Work item ->
Beginning with the line that contains "At what (x,y)", reproduce every line through the end of the records below exactly, and leave the pictures out.

Available data ->
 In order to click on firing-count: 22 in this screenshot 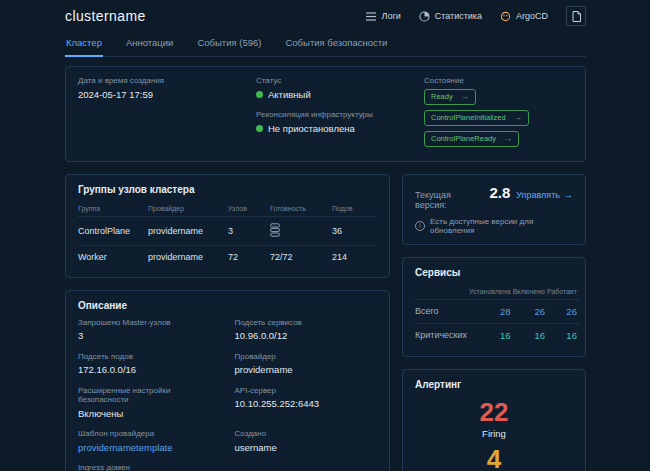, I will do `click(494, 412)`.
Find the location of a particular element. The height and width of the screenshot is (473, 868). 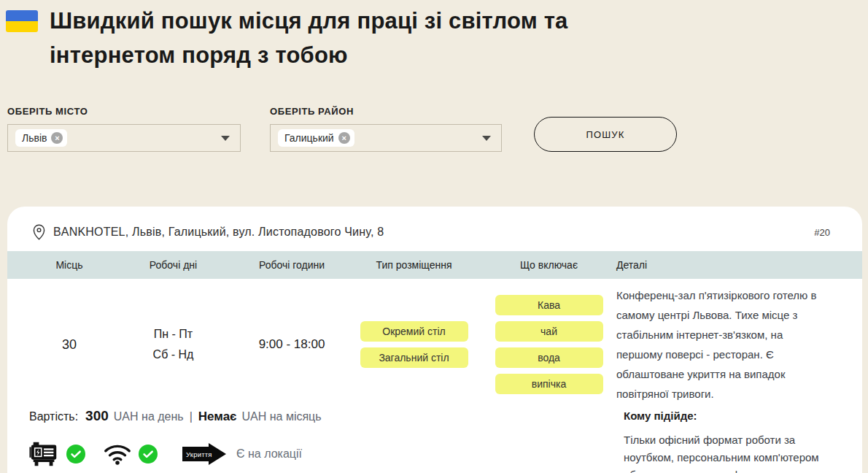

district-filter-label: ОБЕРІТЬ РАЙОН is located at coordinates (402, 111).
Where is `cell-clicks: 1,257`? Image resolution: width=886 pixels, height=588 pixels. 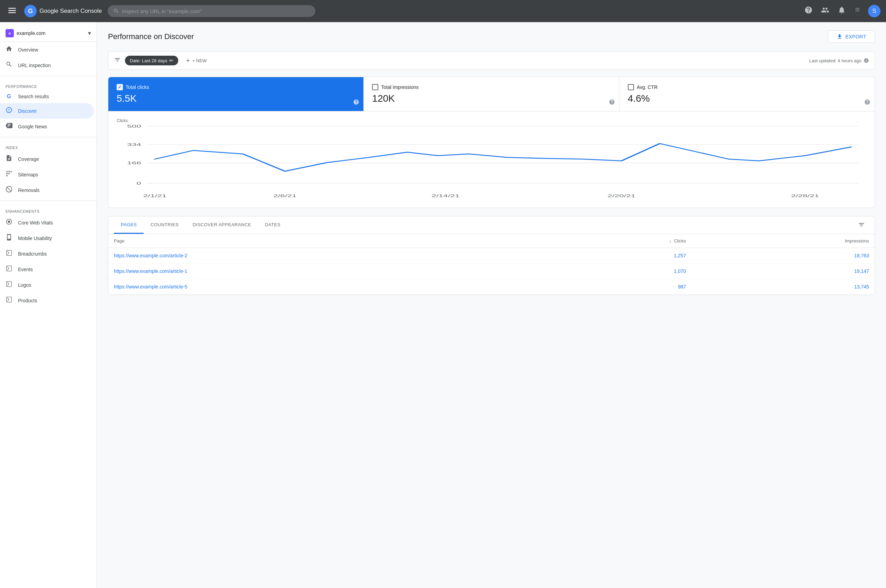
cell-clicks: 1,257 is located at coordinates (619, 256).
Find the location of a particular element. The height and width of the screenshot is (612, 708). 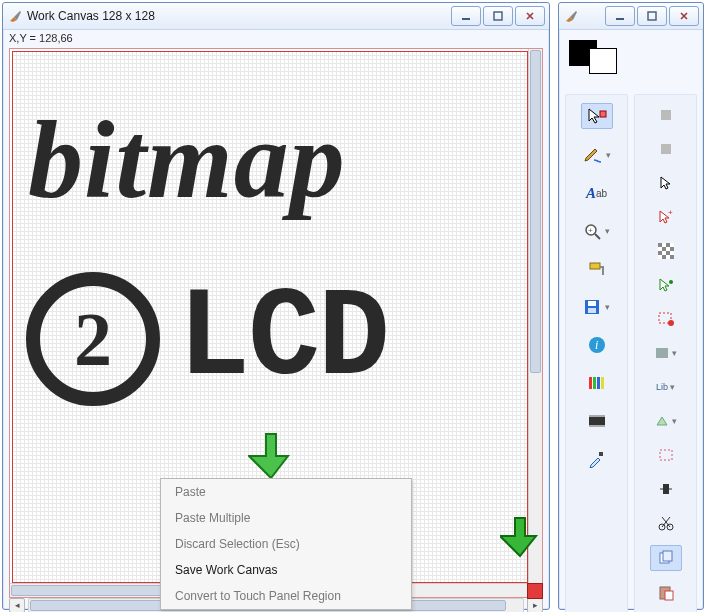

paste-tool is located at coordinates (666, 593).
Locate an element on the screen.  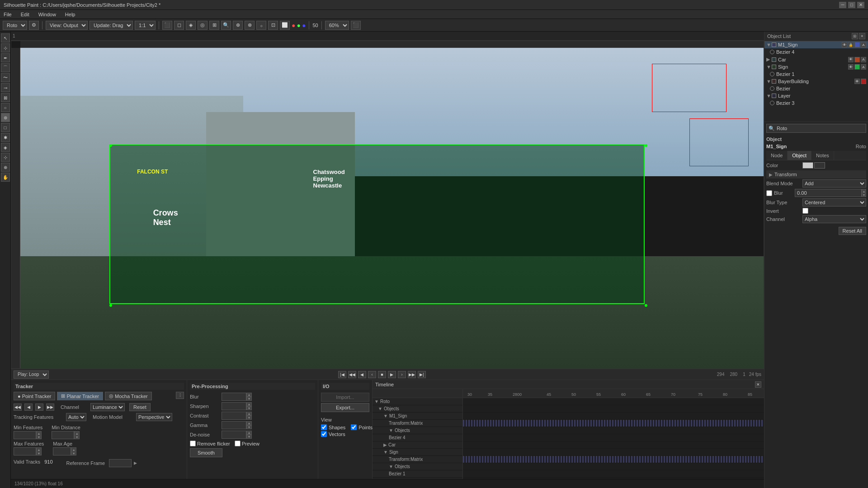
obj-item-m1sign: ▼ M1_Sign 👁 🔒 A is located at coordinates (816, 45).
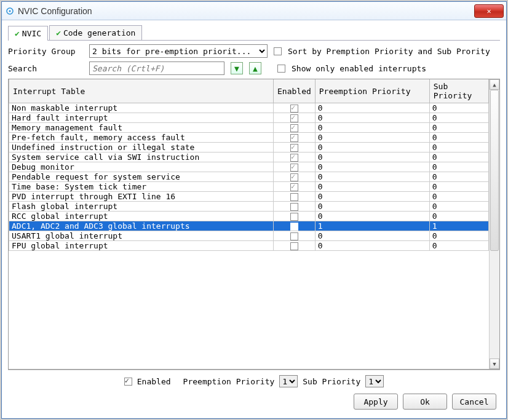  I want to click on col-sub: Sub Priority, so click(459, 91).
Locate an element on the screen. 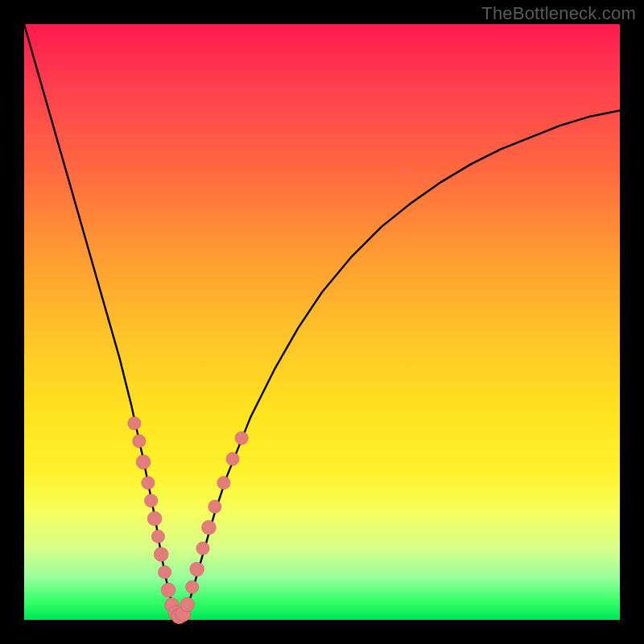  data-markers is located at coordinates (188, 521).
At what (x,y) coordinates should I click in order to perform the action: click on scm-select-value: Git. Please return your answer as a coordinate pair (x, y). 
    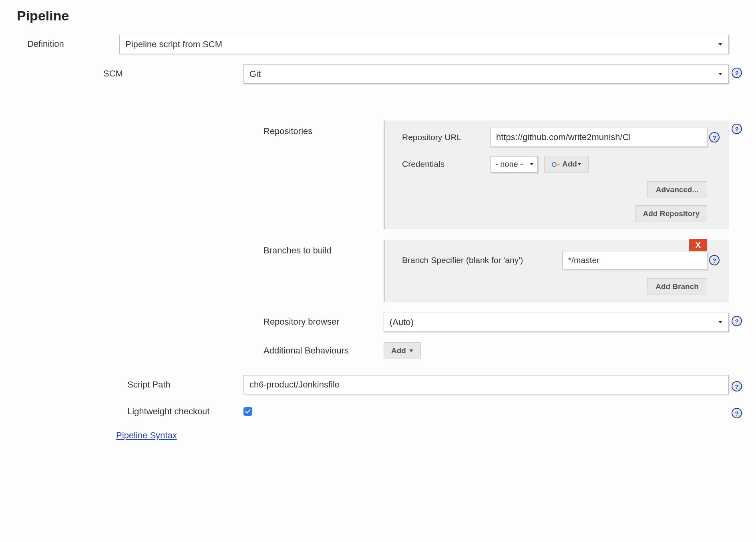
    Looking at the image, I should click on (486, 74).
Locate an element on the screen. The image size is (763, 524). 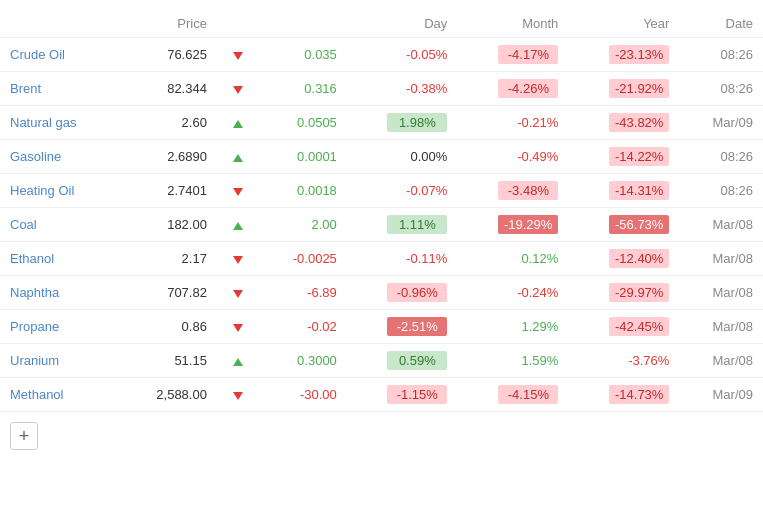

Output for this task ->
At what (x,y) coordinates should I click in order to perform the action: click on scm-select-value: Git. Please return your answer as a coordinate pair (x, y). 
    Looking at the image, I should click on (486, 74).
Locate an element on the screen. The image size is (763, 524). 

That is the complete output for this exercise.